“Dearest, let me give you the cup of chocolate and the bit of bread, for I ate my breakfast long ago, before you woke.” She did not tell her mother how scant that meal had been.

“I hardly know if I wish for it,” her mother was beginning; but Augustina was already in the next room, which served them as a kitchen, and soon hurried back bearing a small tray on which was the cup of chocolate and the bit of crusty bread which is the breakfast of every true Spaniard. Food was scant enough in more households than this. Augustina’s mother, a widow with barely enough to scrape along on, was aided in peaceful days by the sale of the lace which Augustina’s skilful fingers made. Everybody in Spain loves lace, and every woman wore it, having her whole mantilla of it if she could afford it, and trimmed with it if she could do no better. Her holiday skirt was flounced with it, her pretty little aprons edged with it, her snowy chemisette trimmed with it, so that there was always a demand for what Augustina’s skilful fingers could make.

But now—what was the use of working at the pillow?

The siege which had lasted so long showed no signs of being broken, and no one had any coins to spare on such slight things as lace, when famine was staring the city in the face, and all day long, if one but looked from the window, the wounded could be seen being carried into the convents, or any other place where they could be tended and safe from the cannon balls.

“Is the chocolate sweet enough, mother?” asked Augustina anxiously. She had stirred into it the last spoonful of sugar which they had, and as the purse was running so low she hardly dared to buy any more.

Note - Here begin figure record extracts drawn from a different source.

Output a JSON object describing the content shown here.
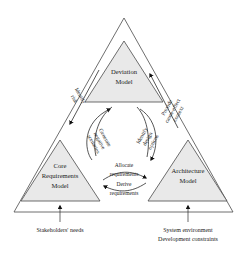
{
  "diagram": {
    "colors": {
      "shaded_fill": "#e9e9e9",
      "outline_stroke": "#4a4a4a",
      "curve_stroke": "#2b2b2b",
      "arrow_fill": "#111111",
      "background": "#ffffff",
      "text": "#1a1a1a"
    },
    "nodes": [
      {
        "id": "deviation-model",
        "lines": [
          "Deviation",
          "Model"
        ],
        "line1": "Deviation",
        "line2": "Model",
        "position": "top"
      },
      {
        "id": "core-requirements-model",
        "lines": [
          "Core",
          "Requirements",
          "Model"
        ],
        "line1": "Core",
        "line2": "Requirements",
        "line3": "Model",
        "position": "bottom-left"
      },
      {
        "id": "architecture-model",
        "lines": [
          "Architecture",
          "Model"
        ],
        "line1": "Architecture",
        "line2": "Model",
        "position": "bottom-right"
      }
    ],
    "edges": [
      {
        "id": "identify-risk",
        "line1": "Identify",
        "line2": "risk",
        "from": "deviation-model",
        "to": "core-requirements-model",
        "side": "outer-left"
      },
      {
        "id": "generate-negative-scenarios",
        "line1": "Generate",
        "line2": "negative",
        "line3": "scenarios",
        "from": "core-requirements-model",
        "to": "deviation-model",
        "side": "inner-left"
      },
      {
        "id": "identify-design-options",
        "line1": "Identify",
        "line2": "design",
        "line3": "options",
        "from": "deviation-model",
        "to": "architecture-model",
        "side": "inner-right"
      },
      {
        "id": "provide-cause-effect-context",
        "line1": "Provide",
        "line2": "cause-effect",
        "line3": "context",
        "from": "architecture-model",
        "to": "deviation-model",
        "side": "outer-right"
      },
      {
        "id": "allocate-requirements",
        "line1": "Allocate",
        "line2": "requirements",
        "from": "core-requirements-model",
        "to": "architecture-model",
        "side": "bottom-upper"
      },
      {
        "id": "derive-requirements",
        "line1": "Derive",
        "line2": "requirements",
        "from": "architecture-model",
        "to": "core-requirements-model",
        "side": "bottom-lower"
      }
    ],
    "captions": [
      {
        "id": "stakeholders-needs",
        "line1": "Stakeholders' needs",
        "target": "core-requirements-model"
      },
      {
        "id": "system-environment-development-constraints",
        "line1": "System environment",
        "line2": "Development constraints",
        "target": "architecture-model"
      }
    ]
  }
}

“Sweet enough; and, Augustina, when you go out to-day, go first of all to the cathedral and say an Ave for me. I had hoped before this to be able to go myself. Say, too, a prayer for our brave men who are holding the city against those wicked French.”

“I am going now to Our Lady of the Pillar, mother, and I will stop on the Prado and ask if, by any chance, there has been a call for lace. I have a fine piece ready; the lilies in it seem fairly to grow, do they not, mother?”

Augustina held up with pride a long strip of snowy lace into which were wrought lilies and roses so lifelike that it was almost as if they blossomed.

“I wish that we could afford to keep that piece, Augustina. I have watched it grow under your fingers for so long that I shall miss it when it is no longer here.”

“I shall hate to sell it, mother; yet the money for it would not come amiss, eh, dearest?”